He wondered what vision had been his, causing him to smile as he sank. Did he think of that girl, and that he was going to meet her? Or of the old home in England? Or of his school-days? Or was it the Thames he thought about—of Oxford with its many towers, and the cry of the coach along the tow-path as the eight swings homeward up-stream, in the grey of a winter afternoon, to the regular click of the rowlocks as the men pluck their blades from the water, feather and come forward for the next stroke, making ready to drive back their slides as one man with their legs? He was certain that whatever happened, and however he should go out of life, did God spare him a moment's consciousness, it would be the vision of Oxford with its domes and spires, its austere and romantic quiet, its echoing cloisters and passages, its rivers with their sedges of silver and of grey, which would float before his dying eyes,—or would he think of Christ? Had Christ been the vision which this man had seen?

Strange thoughts for Keewatin! But death is always strange.


CHAPTER IX

THE BREAK-UP OF THE ICE

Nearly a month had gone by since the night on which Strangeways died. Not that time mattered much to Granger, for, like the immortals, men in Keewatin have dispensed with time: they have accepted as true the lesson which philosophers have been striving to teach the world ever since the human intellect first commenced to philosophise—that there are no such ontological facts as Time and Space. Among the men of this vast northern territory the outward expression of religion is rare; they do not often speak, and then only of such interests as are superficial to their lives. Yet here, in their fine neglect of the two sternest of self-imposed, human limitations, the religious instinct is manifest. As it would be sacrilege to count God's breaths, were that possible, so to them it seems a kind of blasphemy to number the recurrence of their own small perceptions when the Divine Perceived seems so entirely unconscious of their very existence. Hence it happens that one does not often hear a traveller speak of having journeyed so many days or miles; his division is more casual, and embraces only his own immediate actions—he has travelled so many "sleeps," nothing more.

As a rule, Indians are utterly deficient in the time-sense and can give no intelligent account of their age. Their calendar is enshrined, if they have one, in symbols which they use as decorations, painted on the inside of their finest skins. They make their reckoning of the years from some event which was once important to themselves, or to their tribe. Thus, stars falling from the top to the bottom of a robe represent the year of 1833, and an etching of an Indian with a broken leg and a horn on his head stands for the year in which Hay-waujina, One Horn, had his leg "killed." Back of that which is comparatively immediate to their own experience, they have ceased to count or to be inquisitive.

"Real are the dreams of Gods, and smoothly pass
Their pleasures in a long immortal dream."

So with both the joys and sorrows of these Northland men; hurry is not necessary where time is unrecognised, and turbulence of emotion, whether of grief or gladness, is felt to be out of place in a dream-being, whose sole reality is its unreality. Their personal unimportance to the Universe, and remoteness from the Market-place of Life allow them to dawdle. Their experiences have no sharp edges, no abrupt precipices, no divisive gulfs, no defined beginnings and endings. The book of their sojourn in this world has neither chapters nor headings; the page runs on without hindrance from tragedy to comedy, comedy to farce, farce to melodrama, and thence to tragedy again—always it returns to tragedy. They stride round the Circle of the Emotions without halting, merging from joy into sorrow without preface, till one day the feet grow wearier and lag, the eyes grow clear and, almost without knowing it, as did Strangeways, their dream going from them, they awake—motionlessly pass out of life, and enter into What?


▶ **WHAT YOU SHOULD DO**: When a line in the entries below contains the word "pixels", copy that line.

====== DATA FOR REVIEW

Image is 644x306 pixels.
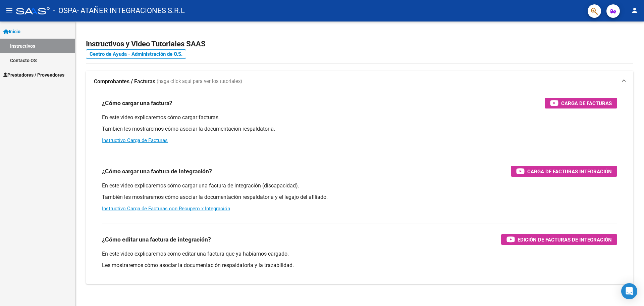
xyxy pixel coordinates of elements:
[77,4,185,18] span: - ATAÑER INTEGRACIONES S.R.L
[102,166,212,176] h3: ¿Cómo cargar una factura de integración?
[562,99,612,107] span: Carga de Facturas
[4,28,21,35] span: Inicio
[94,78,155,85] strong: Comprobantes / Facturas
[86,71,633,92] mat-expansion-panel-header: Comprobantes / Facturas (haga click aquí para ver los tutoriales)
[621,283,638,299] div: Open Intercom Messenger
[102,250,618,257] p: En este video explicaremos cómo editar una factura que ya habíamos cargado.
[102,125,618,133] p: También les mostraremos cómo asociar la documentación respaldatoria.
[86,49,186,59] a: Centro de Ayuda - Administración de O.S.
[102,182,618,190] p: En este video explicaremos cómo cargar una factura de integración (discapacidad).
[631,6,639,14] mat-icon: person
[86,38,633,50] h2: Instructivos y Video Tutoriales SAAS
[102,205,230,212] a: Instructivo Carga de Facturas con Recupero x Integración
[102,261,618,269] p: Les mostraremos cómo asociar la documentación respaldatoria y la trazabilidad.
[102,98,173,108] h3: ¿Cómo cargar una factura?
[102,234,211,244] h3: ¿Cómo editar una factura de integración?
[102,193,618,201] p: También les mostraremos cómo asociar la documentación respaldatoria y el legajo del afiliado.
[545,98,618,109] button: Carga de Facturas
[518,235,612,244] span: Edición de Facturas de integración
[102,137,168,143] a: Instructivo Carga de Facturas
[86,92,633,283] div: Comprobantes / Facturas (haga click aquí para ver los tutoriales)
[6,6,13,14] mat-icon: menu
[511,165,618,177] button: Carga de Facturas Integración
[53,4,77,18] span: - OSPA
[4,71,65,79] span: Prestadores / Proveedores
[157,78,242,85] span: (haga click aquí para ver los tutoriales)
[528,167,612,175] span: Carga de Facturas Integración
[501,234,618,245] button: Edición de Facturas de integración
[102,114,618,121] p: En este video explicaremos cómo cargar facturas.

============
====== DATA FOR REVIEW

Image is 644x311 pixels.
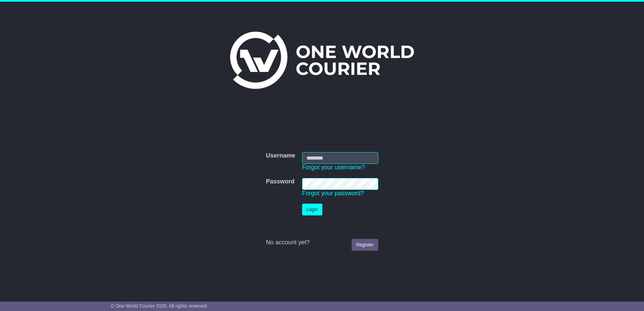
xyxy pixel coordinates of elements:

============

▶ **ANSWER AREA**:
Image is 644x306 pixels.
Image is 644x311 pixels.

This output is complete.